I have written dozens of little tools that never left my laptop. This one I actually shipped: a small daemon that polls a handful of internal endpoints, checks they return what they should, and exposes the results as Prometheus metrics so Grafana can draw it. About a hundred and fifty lines of Go, and it is now running on the box it watches. The shipping is the part I usually skip, so this post is mostly about the boring bits that make something deployable rather than the polling, which is trivial.
why go for this
Because the output is a single static binary with no runtime to install. I scp one file to the target, drop a systemd unit next to it, and it runs. No virtualenv, no interpreter version to match, no shared library surprises. For a long-lived background process on a server I do not log into often, that property is worth more than any language feature.

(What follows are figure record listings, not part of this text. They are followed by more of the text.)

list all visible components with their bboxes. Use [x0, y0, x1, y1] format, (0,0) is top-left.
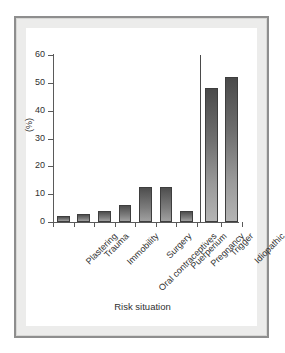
y-tick-label: 60 — [35, 49, 45, 60]
bar — [205, 88, 218, 222]
x-tick — [53, 222, 54, 227]
plot-area — [53, 55, 238, 222]
x-axis-title: Risk situation — [0, 301, 285, 312]
x-tick — [197, 222, 198, 227]
y-tick-label: 30 — [35, 133, 45, 144]
x-tick — [94, 222, 95, 227]
bar — [57, 216, 70, 222]
bar — [160, 187, 173, 222]
x-tick — [221, 222, 222, 227]
x-tick — [135, 222, 136, 227]
y-tick-label: 20 — [35, 160, 45, 171]
x-tick — [74, 222, 75, 227]
y-tick-label: 40 — [35, 105, 45, 116]
group-divider-line — [200, 55, 201, 222]
x-tick — [242, 222, 243, 227]
x-axis-line — [53, 222, 239, 223]
y-tick-label: 0 — [40, 216, 45, 227]
bar — [180, 211, 193, 222]
y-tick-label: 50 — [35, 77, 45, 88]
bar — [119, 205, 132, 222]
x-tick — [115, 222, 116, 227]
figure-root: 0102030405060 (%) PlasteringTraumaImmobi… — [0, 0, 285, 353]
bar — [98, 211, 111, 222]
bar — [139, 187, 152, 222]
x-tick — [156, 222, 157, 227]
x-tick — [176, 222, 177, 227]
bar — [77, 214, 90, 222]
y-axis-title: (%) — [24, 118, 34, 132]
y-tick-label: 10 — [35, 188, 45, 199]
bar — [225, 77, 238, 222]
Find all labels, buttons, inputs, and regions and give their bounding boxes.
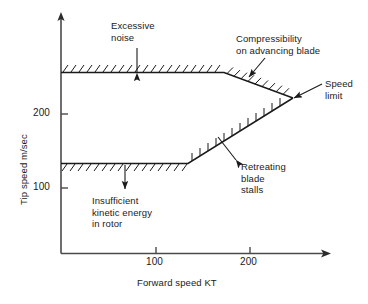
- y-axis-title: Tip speed m/sec: [18, 134, 29, 205]
- x-axis: [61, 250, 331, 258]
- annotation-compressibility-on-advancing-blade: Compressibility on advancing blade: [236, 33, 320, 56]
- x-axis-ticks: [156, 247, 250, 254]
- hatch-upper-flat: [63, 65, 220, 72]
- hatch-lower-slope: [192, 98, 280, 161]
- y-tick-label-200: 200: [33, 107, 50, 118]
- annotation-speed-limit: Speed limit: [325, 78, 353, 101]
- annotation-excessive-noise: Excessive noise: [111, 20, 155, 43]
- retreating-blade-stalls-leader: [218, 137, 236, 160]
- annotation-retreating-blade-stalls: Retreating blade stalls: [241, 161, 286, 196]
- y-axis-ticks: [61, 114, 68, 188]
- x-tick-label-100: 100: [146, 256, 163, 267]
- annotation-insufficient-kinetic-energy-in-rotor: Insufficient kinetic energy in rotor: [92, 195, 152, 230]
- compressibility-leader: [249, 58, 265, 77]
- y-tick-label-100: 100: [33, 181, 50, 192]
- x-tick-label-200: 200: [240, 256, 257, 267]
- y-axis: [57, 12, 64, 254]
- hatch-upper-slope: [227, 68, 289, 95]
- x-axis-title: Forward speed KT: [137, 277, 217, 288]
- speed-limit-leader: [294, 84, 322, 98]
- compressibility-boundary-line: [61, 65, 293, 98]
- chart-figure: Tip speed m/sec Forward speed KT 200 100…: [0, 0, 368, 304]
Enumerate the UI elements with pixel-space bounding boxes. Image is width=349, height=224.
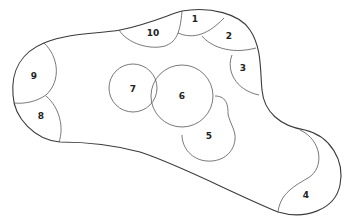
label-region-8: 8 (38, 111, 44, 121)
region-8-border (46, 96, 61, 142)
region-1-border (178, 18, 224, 36)
circle-5 (182, 96, 235, 161)
label-region-10: 10 (147, 28, 160, 38)
region-diagram: 1 2 3 4 5 6 7 8 9 10 (0, 0, 349, 224)
label-region-7: 7 (130, 84, 136, 94)
outer-boundary (13, 10, 341, 215)
label-region-6: 6 (179, 91, 185, 101)
label-region-1: 1 (192, 14, 198, 24)
label-region-9: 9 (31, 71, 37, 81)
label-region-2: 2 (226, 31, 232, 41)
region-3-border (230, 55, 259, 95)
label-region-4: 4 (303, 190, 309, 200)
label-region-3: 3 (240, 63, 246, 73)
label-region-5: 5 (206, 131, 212, 141)
region-4-border (278, 130, 319, 212)
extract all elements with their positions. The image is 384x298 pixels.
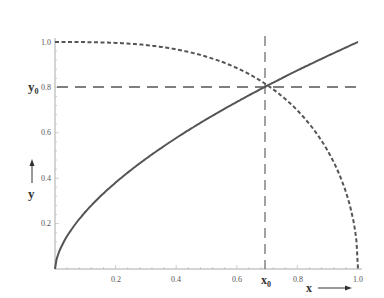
x-tick-label: 0.6	[232, 275, 242, 284]
increasing-curve	[55, 42, 358, 269]
y0-label: y0	[28, 79, 39, 96]
y-tick-label: 0.6	[41, 128, 51, 137]
y-tick-label: 1.0	[41, 38, 51, 47]
minor-ticks	[55, 42, 358, 269]
y-arrowhead-icon	[30, 159, 35, 166]
decreasing-curve	[55, 42, 358, 269]
y-tick-label: 0.2	[41, 219, 51, 228]
y-tick-label: 0.8	[41, 83, 51, 92]
x-tick-label: 0.8	[293, 275, 303, 284]
x0-label: x0	[261, 273, 271, 289]
y-tick-label: 0.4	[41, 174, 51, 183]
x-tick-label: 1.0	[353, 275, 363, 284]
x-tick-label: 0.2	[111, 275, 121, 284]
x-tick-label: 0.4	[171, 275, 181, 284]
x-arrowhead-icon	[345, 286, 352, 291]
chart: 0.2 0.4 0.6 0.8 1.0 0.2 0.4 0.6 0.8 1.0 …	[0, 0, 384, 298]
x-axis-label: x	[306, 281, 312, 295]
y-axis-label: y	[28, 186, 35, 201]
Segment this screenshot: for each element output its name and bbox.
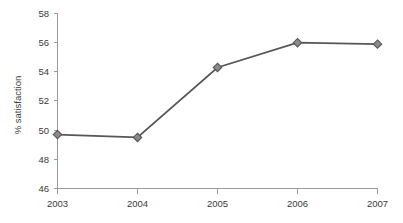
y-tick-label: 54 <box>38 66 49 77</box>
x-tick-label: 2003 <box>47 198 68 209</box>
y-tick-label: 48 <box>38 154 49 165</box>
y-tick-label: 46 <box>38 183 49 194</box>
y-axis-title: % satisfaction <box>12 76 23 135</box>
x-tick-label: 2007 <box>367 198 388 209</box>
y-tick-label: 50 <box>38 125 49 136</box>
y-tick-label: 58 <box>38 8 49 19</box>
x-tick-label: 2006 <box>287 198 308 209</box>
x-tick-label: 2004 <box>127 198 148 209</box>
y-tick-label: 52 <box>38 95 49 106</box>
chart-background <box>0 0 403 223</box>
chart-page: 58 56 54 52 50 48 46 2003 2004 2005 2006… <box>0 0 403 223</box>
y-tick-label: 56 <box>38 37 49 48</box>
x-tick-label: 2005 <box>207 198 228 209</box>
line-chart: 58 56 54 52 50 48 46 2003 2004 2005 2006… <box>0 0 403 223</box>
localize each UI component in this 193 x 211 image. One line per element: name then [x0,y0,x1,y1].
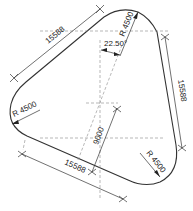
dim-label-height: 9000 [91,125,106,145]
radius-leaders [12,12,160,177]
dim-top-left [10,5,104,82]
dim-label-top-left: 15588 [44,24,67,45]
construction-lines [23,31,170,200]
radius-label-left: R 4500 [11,99,39,119]
radius-arrows [12,12,160,177]
dim-label-bottom: 15588 [63,158,87,175]
angle-label: 22.50° [104,39,127,48]
dim-label-right: 15588 [176,79,188,103]
technical-drawing: 15588 15588 15588 9000 R 4500 R 4500 R 4… [0,0,193,211]
dim-bottom [18,151,127,202]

The whole thing is the standard library plus the Prometheus client. No web framework, because net/http is already a perfectly good web server.
the shape of it
The core is a loop on a ticker, with a context so it can be told to stop:
func (c *Checker) Run(ctx context.Context) {
ticker := time.NewTicker(c.interval)
defer ticker.Stop()
for {
select {
case <-ctx.Done():
return
case <-ticker.C:
c.checkAll()
}
}
}
That select on ctx.Done() is the bit that took me embarrassingly long to make a habit. Without it, the process ignores SIGTERM and systemd ends up killing it with SIGKILL after a timeout. With it, the daemon notices the signal, the loop returns, in-flight checks finish, and it exits cleanly. The difference between a tidy shutdown and a abrupt one is one channel.
wiring up the signals
The main function is mostly plumbing, and the plumbing is what makes it a daemon rather than a script:
func main() {
ctx, stop := signal.NotifyContext(context.Background(),
syscall.SIGINT, syscall.SIGTERM)
defer stop()
checker := NewChecker(loadConfig())
go checker.Run(ctx)
srv := &http.Server{Addr: ":9100"}
http.Handle("/metrics", promhttp.Handler())
go func() {
if err := srv.ListenAndServe(); err != nil &&
err != http.ErrServerClosed {
log.Fatal(err)
}
}()
<-ctx.Done()
shutdownCtx, cancel := context.WithTimeout(
context.Background(), 5*time.Second)
defer cancel()
srv.Shutdown(shutdownCtx)
}
signal.NotifyContext only landed in Go 1.16 a couple of months ago, and it tidies this up nicely: the context cancels itself when a signal arrives, so you do not need the old dance of making your own channel and signal.Notify into it. Small thing, but it is exactly the kind of paper cut the standard library quietly removes every release.
the metrics
Each check updates a gauge labelled by name, so a dashboard can show all of them at once:
var up = prometheus.NewGaugeVec(
prometheus.GaugeOpts{
Name: "endpoint_up",
Help: "1 if the endpoint responded as expected",
},
[]string{"name"},
)
Set it to 1 on success and 0 on failure, register it once at startup, and Prometheus scrapes /metrics on its own schedule. The daemon does not push anything anywhere, which means there is no queue to back up and nothing to fall over if Prometheus is briefly down. It just keeps the numbers current and waits to be asked.
shipping it
The deploy is genuinely three steps. Cross-compile, copy, enable:
GOOS=linux GOARCH=amd64 go build -o checkd .
scp checkd box:/usr/local/bin/
ssh box 'systemctl enable --now checkd'
The systemd unit is a dozen lines, with Restart=on-failure so it comes back if it dies and Type=simple because the binary does not fork. That is the entire operational footprint.
What I take from this is not anything clever about Go. It is that "ship it" was always one systemd unit and a graceful shutdown away, and I had been treating that gap as larger than it is. The polling logic was twenty minutes. Making it behave like a citizen of the machine, respecting signals, exposing its state, restarting cleanly, was the rest, and it is the part that turns a script into something I trust to run unattended.